Strengthening Constitutional Self-Government

No Left Turns

Kuo reviews

Wheaton College’s Amy Black, whose expertise in these matters can’t be overestimated, reviews David Kuo’s book and finds it wanting. A sample:

While many elements of Kuo’s tale resonate with what my colleagues and I learned in our research, the narratives diverge significantly on two central points. The first is over the separation of powers, or, more specifically, the nature of presidential power. From Kuo’s vantage point, if the president really wants something, he has enough power to make it happen. Yet, according to traditional political science, the president’s powers are limited, and they are most limited on issues that involve the federal budget. In foreign policy and diplomacy, the president has almost unilateral power, but when it comes to spending government dollars, Congress effectively holds the purse strings. In Presidential Power: The Politics of Leadership, a book that remains central to presidential studies more than four decades later, Richard Neustadt describes presidential power as the power to persuade and as the power to bargain. Presidents do not necessarily have command and control, especially over domestic policy.

***

Second, contrary to Kuo’s account, the faith-based initiative was never a high-impact issue for most evangelicals. In fact, Christian Right organizations were more likely to oppose the program than to support it. Kuo is correct that the president hoped the issue would draw support from minority voters, especially in the African American community, but Bush and some (though clearly not all) of his advisers were well aware that the issue faced potentially serious opposition from the political Right. Yet Kuo acts as if the failure to achieve charity tax cuts sold-out the Christian Right. In making this false claim, Kuo ironically misses a much larger point. Republican leaders have indeed failed Christian conservatives by offering more lip service than action on the issues their leaders care about the most. But those issues are abortion and gay marriage, not government contracts with faith-based groups.

Alan Wolfe’s TNR review is nastier and less measured, using Kuo as an example of what’s wrong with evangelicals in general.

If theocracy is not a looming danger to our democracy, bathos might be.
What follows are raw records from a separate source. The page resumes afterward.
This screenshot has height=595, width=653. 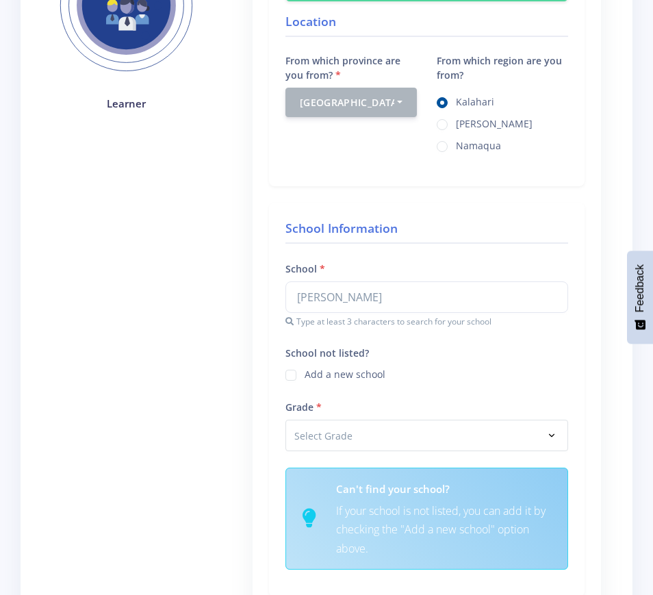 What do you see at coordinates (327, 353) in the screenshot?
I see `label: School not listed?` at bounding box center [327, 353].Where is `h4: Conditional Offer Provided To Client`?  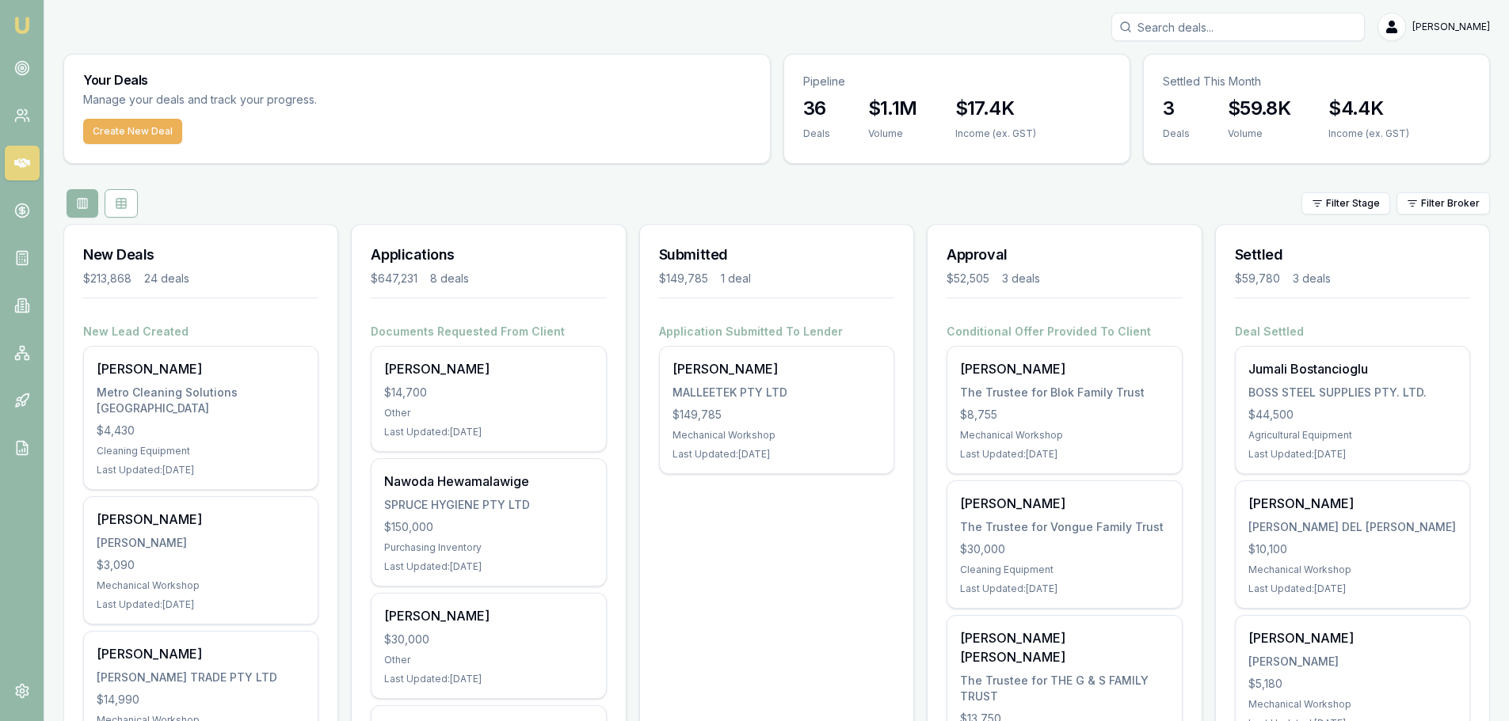
h4: Conditional Offer Provided To Client is located at coordinates (1063, 332).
For every evangelical leader spewing hate, there are ten evangelical followers who believe that all you need is love. David Kuo is one of them. He brought to the White House neither money nor mission, but only mush. No matter how much he came to disagree with the ruthless operatives with whom he was working, he writes, "I couldn’t dislike them." After all, Harriet Miers, then White House counsel, had responded to his hospitalization by writing him a note offering love and prayers; and this, for him, counted far more than her--or anyone else’s--position on anything involving actual policy. "From the moment I found Jesus--or Jesus found me--in high school, it was his peace I longed for. I didn’t know what it meant or what it felt like. But wanting Jesus’ peace made me ache." Most people seeking peace would not march willingly into the middle of a culture war. But Kuo, the kind of person who could actually be moved by one of Harriet Miers’s treacly notes, did. His intentions were not malevolent. They were oblivious, which may be worse.
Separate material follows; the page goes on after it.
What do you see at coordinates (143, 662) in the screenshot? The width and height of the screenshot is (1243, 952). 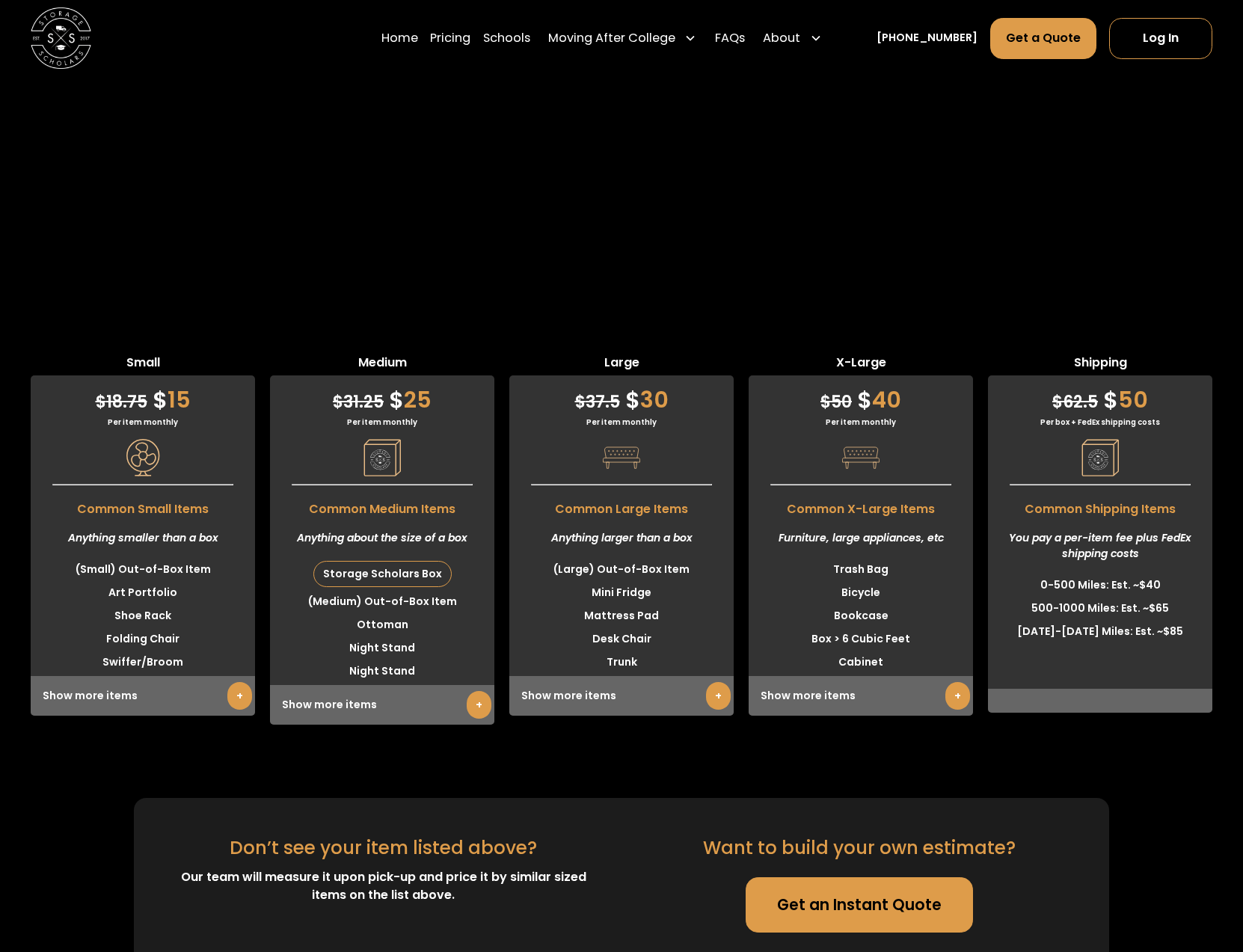 I see `li: Swiffer/Broom` at bounding box center [143, 662].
The last thing America needs now is more innocence. Most Americans have wildly unrealistic expectations of what politics can do, and, expecting too much, they settle for too little. We need leaders who can level with voters, offering good news when there is good news, but not afraid to share bad news when necessary. Religion may or may not help in cultivating such leaders, but evangelical religion offers precisely the wrong ingredients to make such leadership possible. Testimonialism simply does not make for serious politics (or serious religion). It is not enough for us to absolve presidents for today’s mistakes because they have confessed to yesterday’s sins. The one skill that policy-makers ought to possess is the willingness to look beyond personal feelings in order to enact sensible programs. David Kuo’s religious sensibility never allowed him to do that. His book offers an acute warning of the dangers that evangelicals pose to democracy, not because they are too Machiavellian, but because they are not Machiavellian enough.

Wolfe is right, at least about Kuo’s pose, but he’s meanspiritedly wrong when he posits as the only alternatives evangelical hatemongers and starry-eyed lovers. And the solution is not more Machiavellianism, but a recognition of the power of sin and of human finitude and fallibility (which also strike me as evangelical themes).

Update: Peter Steinfels offeers a nicer, less Machiavellian version of Wolfe’s criticism.

Discussions - 1 Comment

Wolfe’s a jerk. Kuo gives us a peek into his soul, "aching for the peace of Jesus," and Wolfe turns it into a cheap, junior-high, shot.

Again, eagerly awaiting your reveiw, Joe.